Complex Systems Create Complex Failures
Imagine if the oil well spewing liquid poison into the ocean was a broken nuclear reactor spewing radioactive materials into the air, contaminating everyone and everything around it for many miles. Don't think it can't happen - you know it can. Fortunately for us, most reactors are more than just a blowout protector away from a meltdown, although there are nuclear "incidents" recorded on a regular basis in this country by the Nuclear Regulatory Commission, the nuclear counterpart to the MMS.
Ironically, it's human nature to avoid thinking about the catastrophic, yet, when it does happen, we can't imagine why we didn't think about it, see it coming and plan for it. We seem to be able to imagine, and ignore, all kinds of possible disasters but not so the mechanisms to fix or contain them. The failure of highly complex systems, sometimes deemed failsafe, is part of our human history. We have only to reflect on the many recorded disasters - from ships sinking at sea, the Titanic being the most famous (but, certainly, only one of thousands), train wrecks, horrific airplane crashes, skyscraper and other building fires, mining explosions and collapses, two nuclear power plant partial or full meltdowns and numerous other nuclear accidents, chemical plant explosions and, of course, space disasters including, not one but two, shuttle catastrophes - to know that complex systems, no matter how well designed and tested, do, routinely fail in the most spectacularly deadly ways.
The latest ongoing, sickening failure in the Gulf is a daily reminder that if man can build it, man or forces at work in the natural world, can break it, and that rigorous oversight and regulation are the only thing standing between us and terrible economic, environmental and health impacts.

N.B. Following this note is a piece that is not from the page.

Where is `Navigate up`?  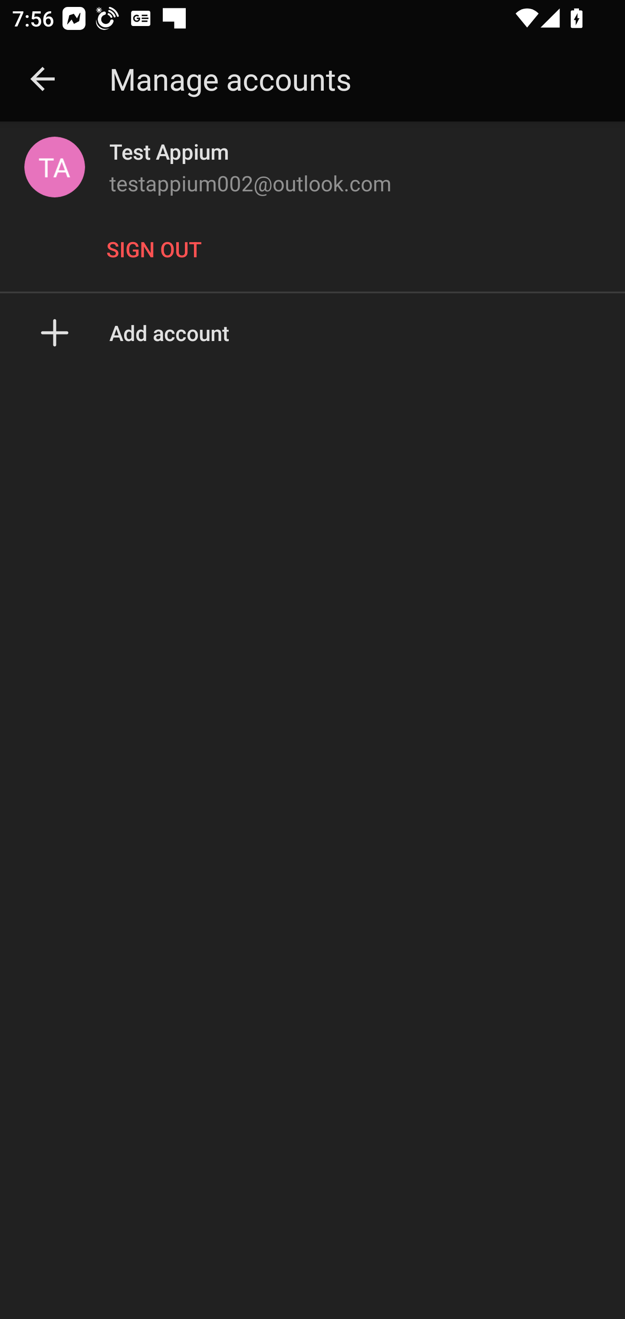 Navigate up is located at coordinates (43, 79).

As we witness the current attempts to make tough budget cuts here in our state and across our country, one of the areas hardest hit will likely be regulatory agencies like our own DHEC, which is facing its own spate of deep cuts. Cuts to agencies charged with oversight of environmental and health impacts mean less regulatory enforcement in a state where DHEC is already underpowered in its authority and lax in its political will to bear down on polluters and industries that produce toxic waste or engage in risky business. Couple that with a legislature that just recently entertained a bill that would call for DHEC to expedite offshore drilling within three miles of our coast and, well, you get the picture.
As Tea Partiers call for less government interference, we can only wonder how much more free rein will be given to businesses to "regulate" themselves under an Ayn Rand kind of regime. As they, on one hand, call for government to get out of the way and, on the other, chastise Obama for not bringing the Federal government in quicker to clean up the disaster created by private business, we are left scratching our heads about how they intend to reconcile this very obvious cognitive dissonance. Perhaps someone will ask this question of gubernatorial candidates Haley and Barrett, both outspoken advocates for more offshore drilling and nuclear reactors.